Pages

Sunday, May 13, 2012

Zulu War Ancestors continued

Men who fought in the Zulu War didn't suddenly materialize at the start of the campaign. The milestones discovered in the soldier's service documents make it possible to find out more about the ancestor's origins, his parents and siblings, using birth and baptismal records, census entries, marriage records - all the usual tools of the genealogist. Regimental museums and published regimental histories can be helpful; national and local newspapers are worth exploring if a reasonable date-frame is known.

For those who came through the rigours of the campaign, the battle wasn't over. Depending on their age and length of service at the close of the campaign, some men would be discharged to pension. Usually they would need to find employment to provide additional income.  Private Frederick Hitch, V.C., defender of Rorke's Drift, became a London cabby. Gunner John Cantwell, who was awarded the D.C.M., returned to South Africa, became a guard at Durban gaol and ended up as a lavatory cleaner. My own Zulu War ancestor was, by 1881, residing with his widowed sister in a remote Scottish village far from urban temptations.

How difficult it must have been to settle down to a civilian existence with family and other responsibilities. There's no doubt that some of the Rorke's Drift men were psychologically scarred by their experience, living out their lives in a confusing twilight. It's hard to say whether they were luckier than those slaughtered at Isandhlwana, or those who succumbed to fever at Utrecht. Career soldiers continued to serve wherever the army sent them: examples include Lieut. Gonville Bromhead, V.C., who commanded B Company 2/24th Regiment;  promoted to Major, he died in India of enteric fever in 1891 aged 46. Lieut. John Chard also remained in the army, dying at 50 in 1897. Assistant Comissary at the Drift, James Langley Dalton, V.C., survived for only 7 years after the war dying aged 53 in 1887, and lies buried at Russell Road Cemetery, Port Elizabeth, South Africa. His old comrade Sergeant John Williams of 85th King's Light Infantry and friends of Natal placed the memorial on his grave.  Surgeon, later Lieut. Col. James Henry Reynolds, V.C., who under enemy fire attended the wounded at Rorke's Drift, lived to the age of 88; his grave is in Kensal Green, London.

Research continues into the burial places of Zulu War soldiers, both famous and obscure, some of whom still lie in unknown or unmarked graves in the UK and elsewhere. Perhaps during your research into a Zulu War ancestor you'll be able to locate his last resting place and, should it be as yet unmarked, add the final accolade.



The 24th at Pinetown, Natal, South Africa: Anglo-Zulu War.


### What the exercise asks
Pictures are to be omitted, and every entry below is to be restated exactly.

### Supplied records
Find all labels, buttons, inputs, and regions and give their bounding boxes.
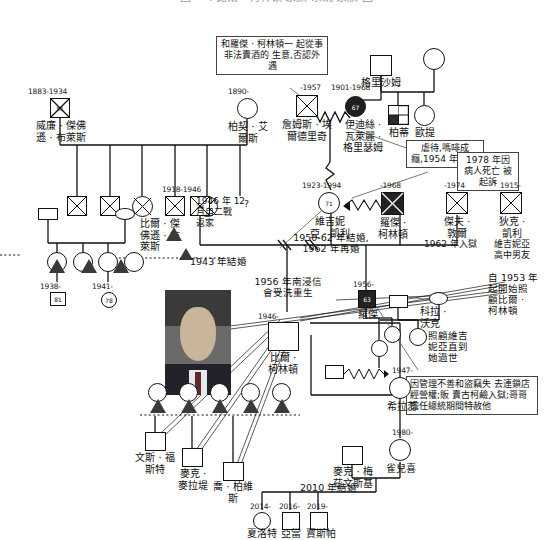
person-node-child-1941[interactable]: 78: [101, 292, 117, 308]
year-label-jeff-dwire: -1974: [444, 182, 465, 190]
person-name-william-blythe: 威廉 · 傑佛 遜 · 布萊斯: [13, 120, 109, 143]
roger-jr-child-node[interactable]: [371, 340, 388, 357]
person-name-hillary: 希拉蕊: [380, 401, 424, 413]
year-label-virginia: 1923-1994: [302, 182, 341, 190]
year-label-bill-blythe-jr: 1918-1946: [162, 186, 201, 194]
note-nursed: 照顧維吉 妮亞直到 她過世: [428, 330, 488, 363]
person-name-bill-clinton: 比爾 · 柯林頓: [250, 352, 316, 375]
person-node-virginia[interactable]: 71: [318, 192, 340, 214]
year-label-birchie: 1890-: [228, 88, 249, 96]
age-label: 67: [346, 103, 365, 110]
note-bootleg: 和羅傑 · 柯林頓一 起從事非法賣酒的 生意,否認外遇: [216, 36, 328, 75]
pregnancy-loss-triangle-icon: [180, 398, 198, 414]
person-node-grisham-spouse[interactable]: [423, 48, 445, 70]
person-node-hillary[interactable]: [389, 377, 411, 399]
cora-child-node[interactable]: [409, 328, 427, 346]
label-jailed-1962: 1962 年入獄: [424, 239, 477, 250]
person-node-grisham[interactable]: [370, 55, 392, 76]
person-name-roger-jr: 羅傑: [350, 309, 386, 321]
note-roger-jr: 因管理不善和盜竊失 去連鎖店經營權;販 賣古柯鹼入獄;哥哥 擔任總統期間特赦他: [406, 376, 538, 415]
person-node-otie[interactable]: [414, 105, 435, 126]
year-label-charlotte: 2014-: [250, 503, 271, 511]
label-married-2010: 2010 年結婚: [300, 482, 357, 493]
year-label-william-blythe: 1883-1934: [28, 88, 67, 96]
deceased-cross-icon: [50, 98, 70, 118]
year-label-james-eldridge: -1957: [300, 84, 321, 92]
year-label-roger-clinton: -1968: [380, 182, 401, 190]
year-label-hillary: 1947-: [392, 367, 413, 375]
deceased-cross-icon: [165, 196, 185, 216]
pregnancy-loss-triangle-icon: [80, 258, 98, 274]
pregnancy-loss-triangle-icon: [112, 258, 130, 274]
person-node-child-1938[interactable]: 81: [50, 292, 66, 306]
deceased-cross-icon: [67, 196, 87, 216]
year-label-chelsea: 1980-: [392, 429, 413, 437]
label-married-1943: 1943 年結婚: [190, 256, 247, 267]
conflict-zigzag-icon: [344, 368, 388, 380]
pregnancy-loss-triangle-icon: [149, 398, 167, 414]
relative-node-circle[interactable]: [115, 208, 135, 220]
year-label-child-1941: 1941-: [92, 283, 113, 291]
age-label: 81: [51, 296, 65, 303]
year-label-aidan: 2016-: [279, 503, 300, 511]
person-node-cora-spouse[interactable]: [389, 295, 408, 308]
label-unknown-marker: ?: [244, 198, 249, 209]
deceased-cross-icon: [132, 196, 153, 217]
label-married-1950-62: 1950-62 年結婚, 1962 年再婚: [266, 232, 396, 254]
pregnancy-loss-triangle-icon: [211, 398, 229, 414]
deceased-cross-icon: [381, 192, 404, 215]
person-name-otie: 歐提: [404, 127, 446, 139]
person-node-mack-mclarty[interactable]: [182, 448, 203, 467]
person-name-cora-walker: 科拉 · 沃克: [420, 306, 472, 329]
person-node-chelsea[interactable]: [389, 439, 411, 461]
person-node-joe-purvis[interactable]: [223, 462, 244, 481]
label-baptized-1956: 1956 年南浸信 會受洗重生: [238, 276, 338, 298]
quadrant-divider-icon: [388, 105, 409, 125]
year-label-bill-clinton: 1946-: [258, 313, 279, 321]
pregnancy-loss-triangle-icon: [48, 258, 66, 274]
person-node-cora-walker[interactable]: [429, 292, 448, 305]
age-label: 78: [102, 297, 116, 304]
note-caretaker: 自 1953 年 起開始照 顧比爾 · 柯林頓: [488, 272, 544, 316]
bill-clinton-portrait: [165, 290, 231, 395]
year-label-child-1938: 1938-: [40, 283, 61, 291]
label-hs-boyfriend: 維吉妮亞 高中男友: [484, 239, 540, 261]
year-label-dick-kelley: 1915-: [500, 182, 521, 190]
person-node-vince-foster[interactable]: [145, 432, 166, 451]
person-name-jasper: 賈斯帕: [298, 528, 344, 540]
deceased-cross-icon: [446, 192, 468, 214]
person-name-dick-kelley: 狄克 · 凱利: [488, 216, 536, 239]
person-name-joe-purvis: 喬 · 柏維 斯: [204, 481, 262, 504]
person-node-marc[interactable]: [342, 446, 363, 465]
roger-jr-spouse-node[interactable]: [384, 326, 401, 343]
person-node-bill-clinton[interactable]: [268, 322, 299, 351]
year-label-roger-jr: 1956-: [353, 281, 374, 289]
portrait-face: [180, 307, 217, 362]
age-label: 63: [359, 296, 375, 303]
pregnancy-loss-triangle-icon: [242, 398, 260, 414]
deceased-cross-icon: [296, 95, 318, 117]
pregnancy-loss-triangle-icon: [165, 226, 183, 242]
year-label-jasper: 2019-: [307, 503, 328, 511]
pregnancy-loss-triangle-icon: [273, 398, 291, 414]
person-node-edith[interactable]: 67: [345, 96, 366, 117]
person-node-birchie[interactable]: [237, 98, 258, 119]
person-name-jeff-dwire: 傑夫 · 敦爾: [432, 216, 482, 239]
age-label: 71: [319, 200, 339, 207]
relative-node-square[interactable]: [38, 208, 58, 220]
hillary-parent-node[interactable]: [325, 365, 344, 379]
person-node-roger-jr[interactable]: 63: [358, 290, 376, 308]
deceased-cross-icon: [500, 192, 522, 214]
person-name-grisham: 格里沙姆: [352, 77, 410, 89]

### Exercise output
Find all labels, buttons, inputs, and regions and give their bounding boxes.
person-node-child-1941[interactable]: 78: [101, 292, 117, 308]
year-label-jeff-dwire: -1974: [444, 182, 465, 190]
person-name-william-blythe: 威廉 · 傑佛 遜 · 布萊斯: [13, 120, 109, 143]
roger-jr-child-node[interactable]: [371, 340, 388, 357]
person-name-hillary: 希拉蕊: [380, 401, 424, 413]
year-label-virginia: 1923-1994: [302, 182, 341, 190]
year-label-bill-blythe-jr: 1918-1946: [162, 186, 201, 194]
note-nursed: 照顧維吉 妮亞直到 她過世: [428, 330, 488, 363]
person-name-bill-clinton: 比爾 · 柯林頓: [250, 352, 316, 375]
person-node-virginia[interactable]: 71: [318, 192, 340, 214]
year-label-birchie: 1890-: [228, 88, 249, 96]
age-label: 67: [346, 103, 365, 110]
note-bootleg: 和羅傑 · 柯林頓一 起從事非法賣酒的 生意,否認外遇: [216, 36, 328, 75]
pregnancy-loss-triangle-icon: [180, 398, 198, 414]
person-node-grisham-spouse[interactable]: [423, 48, 445, 70]
person-node-hillary[interactable]: [389, 377, 411, 399]
cora-child-node[interactable]: [409, 328, 427, 346]
label-jailed-1962: 1962 年入獄: [424, 239, 477, 250]
person-node-grisham[interactable]: [370, 55, 392, 76]
person-name-roger-jr: 羅傑: [350, 309, 386, 321]
note-roger-jr: 因管理不善和盜竊失 去連鎖店經營權;販 賣古柯鹼入獄;哥哥 擔任總統期間特赦他: [406, 376, 538, 415]
person-node-otie[interactable]: [414, 105, 435, 126]
year-label-charlotte: 2014-: [250, 503, 271, 511]
label-married-2010: 2010 年結婚: [300, 482, 357, 493]
year-label-william-blythe: 1883-1934: [28, 88, 67, 96]
deceased-cross-icon: [50, 98, 70, 118]
year-label-james-eldridge: -1957: [300, 84, 321, 92]
year-label-roger-clinton: -1968: [380, 182, 401, 190]
year-label-hillary: 1947-: [392, 367, 413, 375]
deceased-cross-icon: [165, 196, 185, 216]
pregnancy-loss-triangle-icon: [80, 258, 98, 274]
pregnancy-loss-triangle-icon: [112, 258, 130, 274]
person-node-child-1938[interactable]: 81: [50, 292, 66, 306]
deceased-cross-icon: [67, 196, 87, 216]
year-label-chelsea: 1980-: [392, 429, 413, 437]
label-married-1943: 1943 年結婚: [190, 256, 247, 267]
conflict-zigzag-icon: [344, 368, 388, 380]
pregnancy-loss-triangle-icon: [149, 398, 167, 414]
relative-node-circle[interactable]: [115, 208, 135, 220]
year-label-child-1941: 1941-: [92, 283, 113, 291]
age-label: 81: [51, 296, 65, 303]
year-label-aidan: 2016-: [279, 503, 300, 511]
person-node-cora-spouse[interactable]: [389, 295, 408, 308]
label-unknown-marker: ?: [244, 198, 249, 209]
deceased-cross-icon: [132, 196, 153, 217]
label-married-1950-62: 1950-62 年結婚, 1962 年再婚: [266, 232, 396, 254]
pregnancy-loss-triangle-icon: [211, 398, 229, 414]
deceased-cross-icon: [381, 192, 404, 215]
person-name-otie: 歐提: [404, 127, 446, 139]
person-node-mack-mclarty[interactable]: [182, 448, 203, 467]
person-name-cora-walker: 科拉 · 沃克: [420, 306, 472, 329]
person-node-chelsea[interactable]: [389, 439, 411, 461]
person-node-joe-purvis[interactable]: [223, 462, 244, 481]
label-baptized-1956: 1956 年南浸信 會受洗重生: [238, 276, 338, 298]
quadrant-divider-icon: [388, 105, 409, 125]
year-label-bill-clinton: 1946-: [258, 313, 279, 321]
pregnancy-loss-triangle-icon: [48, 258, 66, 274]
person-node-cora-walker[interactable]: [429, 292, 448, 305]
age-label: 78: [102, 297, 116, 304]
note-caretaker: 自 1953 年 起開始照 顧比爾 · 柯林頓: [488, 272, 544, 316]
bill-clinton-portrait: [165, 290, 231, 395]
year-label-child-1938: 1938-: [40, 283, 61, 291]
label-hs-boyfriend: 維吉妮亞 高中男友: [484, 239, 540, 261]
year-label-dick-kelley: 1915-: [500, 182, 521, 190]
person-node-vince-foster[interactable]: [145, 432, 166, 451]
person-name-jasper: 賈斯帕: [298, 528, 344, 540]
deceased-cross-icon: [446, 192, 468, 214]
person-name-dick-kelley: 狄克 · 凱利: [488, 216, 536, 239]
person-name-joe-purvis: 喬 · 柏維 斯: [204, 481, 262, 504]
person-node-marc[interactable]: [342, 446, 363, 465]
roger-jr-spouse-node[interactable]: [384, 326, 401, 343]
person-node-bill-clinton[interactable]: [268, 322, 299, 351]
year-label-roger-jr: 1956-: [353, 281, 374, 289]
portrait-face: [180, 307, 217, 362]
age-label: 63: [359, 296, 375, 303]
pregnancy-loss-triangle-icon: [242, 398, 260, 414]
deceased-cross-icon: [296, 95, 318, 117]
pregnancy-loss-triangle-icon: [165, 226, 183, 242]
year-label-jasper: 2019-: [307, 503, 328, 511]
pregnancy-loss-triangle-icon: [273, 398, 291, 414]
person-node-edith[interactable]: 67: [345, 96, 366, 117]
person-node-birchie[interactable]: [237, 98, 258, 119]
person-name-jeff-dwire: 傑夫 · 敦爾: [432, 216, 482, 239]
age-label: 71: [319, 200, 339, 207]
relative-node-square[interactable]: [38, 208, 58, 220]
hillary-parent-node[interactable]: [325, 365, 344, 379]
person-node-roger-jr[interactable]: 63: [358, 290, 376, 308]
deceased-cross-icon: [500, 192, 522, 214]
person-name-grisham: 格里沙姆: [352, 77, 410, 89]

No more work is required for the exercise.